We’ve certainly seen, I think, even more recently in the public eye, what that arrest circumstance looks like on the immigration side, because there’s so much video and social media, but that happens on the criminal legal side as well. You are arrested, and you are taken, and you can either be held or you can be released, but you were charged with a crime.

At that moment, most people do not know what is going to happen to them and how they can defend against these charges. They are, of course, at this moment, presumed innocent. Yet, when they come to court, which is a very scary place for people, they don’t have someone who is going to walk with them through this process.

So, two options: basically, more simply, is that if you are arrested, you can either be released and be free while your charges are pending, or you can be held in pretrial detention. For the folks who are being detained, they will have a lawyer who represents them for the purpose of that initial hearing, but then they lose that lawyer because of the work stoppage. And then, the person is held — if they’re held, they’re in custody.

The decision by the Supreme Judicial Court is that people cannot be held longer than seven days without an attorney, and so that seven-day [period] reflects how long you can be held pretrial in detention without an attorney before you have the right to a hearing to examine those circumstances.
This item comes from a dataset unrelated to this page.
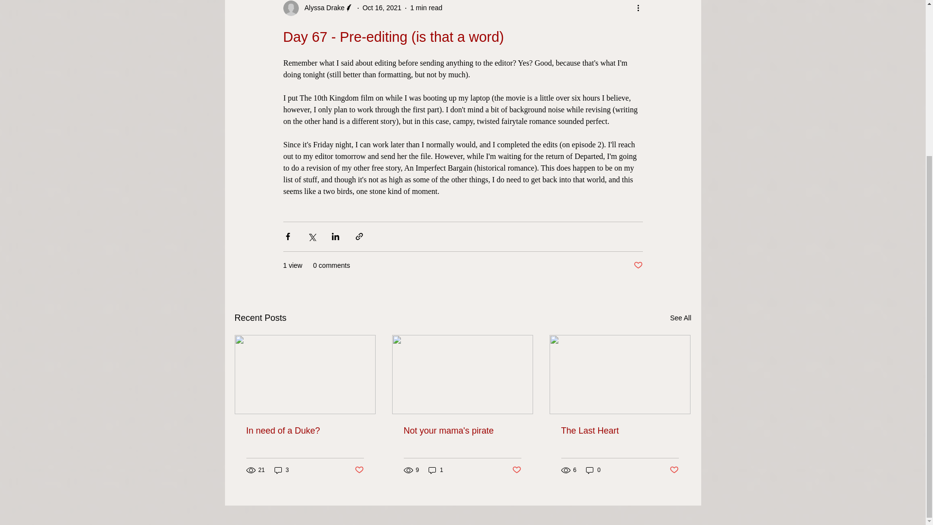 Image resolution: width=933 pixels, height=525 pixels. I want to click on Not your mama's pirate, so click(461, 430).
But then, there are a lot of other folks who are charged with crimes, they’re released, but then they don’t have an attorney to help them. What’s important to understand is that these initial days — whether you’re held or not — are absolutely critical to someone’s life. If you were held, you can imagine it impacts your housing, your children, your health — I mean, so many things are disrupted — your job. So many things are disrupted by your detention, and you don’t have someone, an advocate, who can assist you in trying to mitigate that or try to figure out a way to allow you to regain your freedom.
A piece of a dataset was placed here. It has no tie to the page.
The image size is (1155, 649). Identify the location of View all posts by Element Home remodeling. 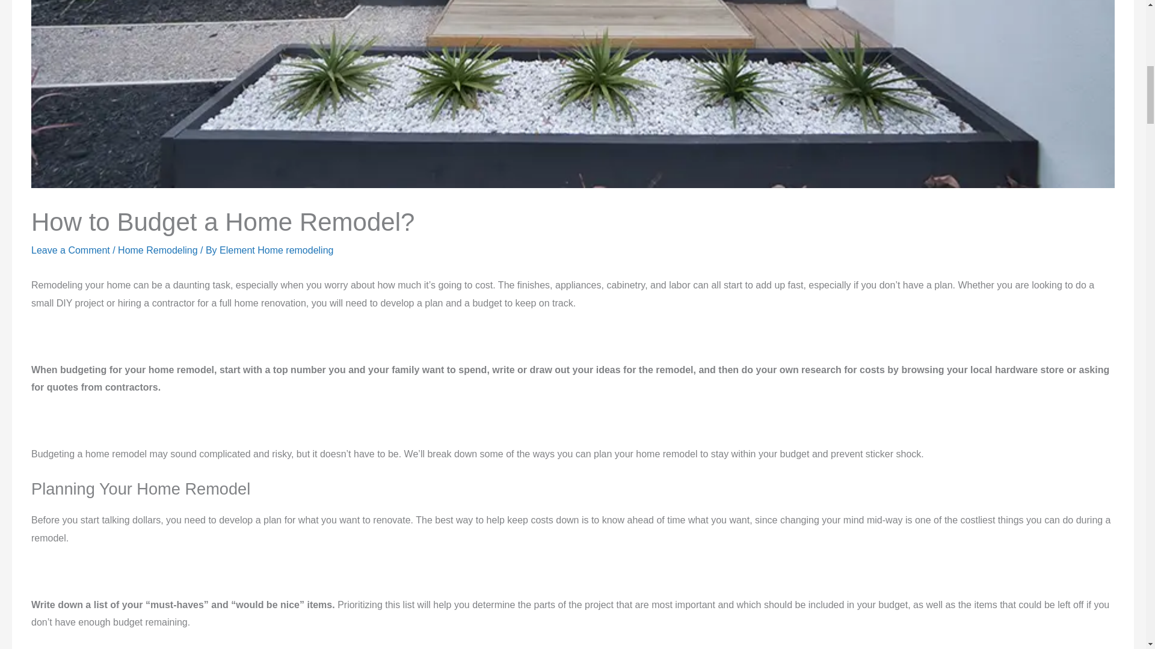
(276, 274).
A competent lawyer immediately begins thinking about the case and trying to, for example, make sure that they preserve evidence that can prove innocence later, like surveillance footage. If something happens and your client tells you, “I need you to go get this surveillance footage because it can prove that I wasn’t there,” or “I was somewhere else,” if you don’t have an attorney, you can’t do that. And after just a few days, that footage — sometimes 24 hours — that footage can be deleted.
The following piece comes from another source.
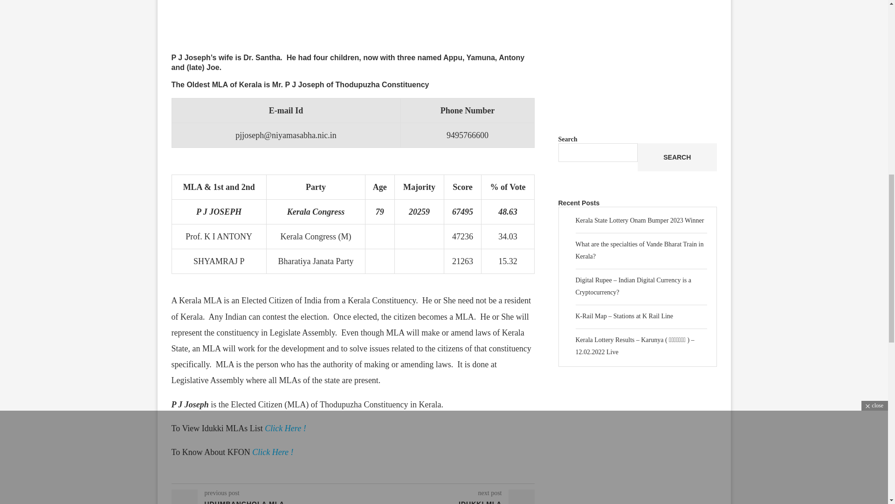 The width and height of the screenshot is (895, 504). What do you see at coordinates (677, 157) in the screenshot?
I see `SEARCH` at bounding box center [677, 157].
What you’re seeing is that without an attorney, people are losing the very ability to defend themselves, and remember, again, that all of these folks are presumed innocent.

Rath: Moving beyond that — I mean, that’s quite an eye-opener into the first week that we were talking about — if it does continue, what about this 45-day limit in terms of dismissing charges? How would that work? Is that in the works?

Natarajan: So, we have started hearings for the folks who have been incarcerated and pre-trial detention for seven days. There have been hearings related to their releases. We haven’t yet started the hearings for folks who have been without counsel for 45 days, but who are charged. We don’t know the number of cases that are going to be dismissed, but that is part of the protocol.

One thing to know, though, is that those cases are dismissed in what’s called “without prejudice,” and that means that though they are dismissed, at some point later, a prosecutor can refile those charges, and they can be in jeopardy again for the same case. The thing that is really distressing and problematic about this is that so much time can pass without having counsel to investigate their cases, to speak to them. You can lose witnesses, you can lose evidence … You can literally lose the ability to defend yourself.

So, yes, the charges are dismissed. They may be dismissed forever because the decision to prosecute cases is in the hands of a prosecutor. But on the other hand, [the prosecutors] have the right to bring them back again. At some other point, we may be talking about a crisis that kind of comes in waves — you know, this part of the crisis, but then you might have a crisis where cases start to come back, and we’ll have a different crisis of people really not being able to adequately defend themselves.

There are many layers to this, but that’s how that would work after the 45 days.